Dr. Lauren Hudak is an emergency medicine professor at the Emory School of Medicine who also treats patients in the emergency department at Atlanta’s Grady Memorial Hospital.

She and her colleagues are doing patient surveys now to learn how people feel about doctors or nurses asking them about guns. They’re looking to collect and analyze more than 500 anonymous responses from three hospitals around the city.

“When you see your patients like I see,” Hudak says, ”four [patients] a day come into Grady shot; catastrophic injuries, death, at these proportions. It’s pretty impressive.”

Dr. Lauren Hudak, seen here, treats patients at Atlanta’s Grady Memorial Hospital’s emergency department. She’s also an emergency medicine professor at Emory University in Atlanta. She’s currently researching how patients feel about their doctors asking them about guns in the home. (Lisa Hagen/WABE)
Dr. Lauren Hudak, seen here, treats patients at Atlanta’s Grady Memorial Hospital’s emergency department. She’s also an emergency medicine professor at Emory University in Atlanta. She’s currently researching how patients feel about their doctors asking them about guns in the home. (Lisa Hagen/WABE)

Hudak said learning more about the none-of-your-business crowd is an important part of the project. But she says guns aren’t the only topic that can make patients clam up and feel their agency is threatened.

“It happens a lot in a lot of clinical scenarios, like helmet safety, seatbelts, cigarettes,” she said. “There’s a lot of reasons people don’t want to tell us things.”

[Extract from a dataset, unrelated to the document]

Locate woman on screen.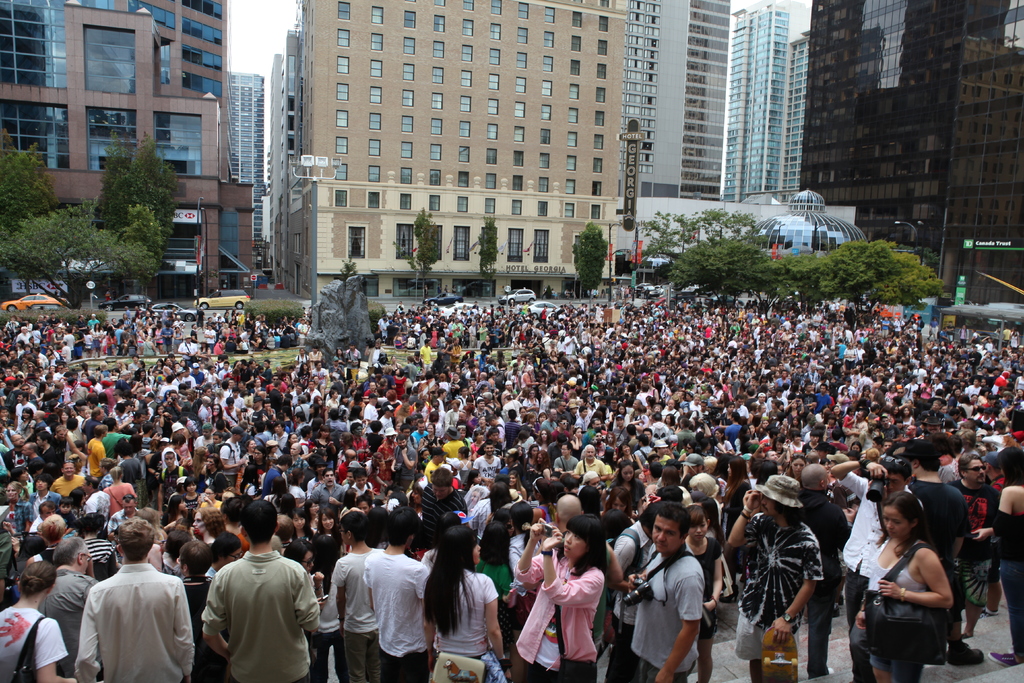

Hudak says pushing patients to answer questions against their will is not the goal. The number of people who refuse to answer will be a valuable data point.

One reason for that refusal could include a key concern of Jerry Henry’s, who suspects that data-gathering efforts could lead to a database tracking firearm ownership.

Hudak says the way medical social histories are usually collected on something like firearms access — in a free, blank space for miscellaneous note taking — means attempts at aggregation would be exceptionally challenging.

Still, she understands the anxiety.

“I think that’s a concern with all medical records. And I think that’s why it’s so safely guarded and that HIPAA is king around here. It’s so difficult for health departments to even access our data,” said Hudak.

Besides federal privacy laws like HIPAA, the Health Insurance Portability and Accountability Act of 1996 that regulates patient privacy, Hudak said she believes another larger barrier to successfully navigating gun safety conversations in an exam room comes down to credibility.

“The overwhelming consensus I’ve gotten from the gun owners I’ve spoken with is they want their provider to be knowledgeable,” said Hudak, who enjoys shooting and thinks it makes her a better doctor. “They can’t have someone who doesn’t know what they’re talking about how to store their guns and what to do with their guns.”

Hudak is looking to have some early results from her research in December. But she is careful to say she is not looking for an approach doctors everywhere can use.

“Georgia is not the same as California. Not the same as Boston,” she said. “I think it’s important to do it in the health care setting that you’re actually going to be doing the intervention work.”

She says in the end, the aim is to see if medical professionals can find a way to talk about guns but leave politics out of the exam room.

This story originally appeared on Guns & America.

This segment aired on November 6, 2018.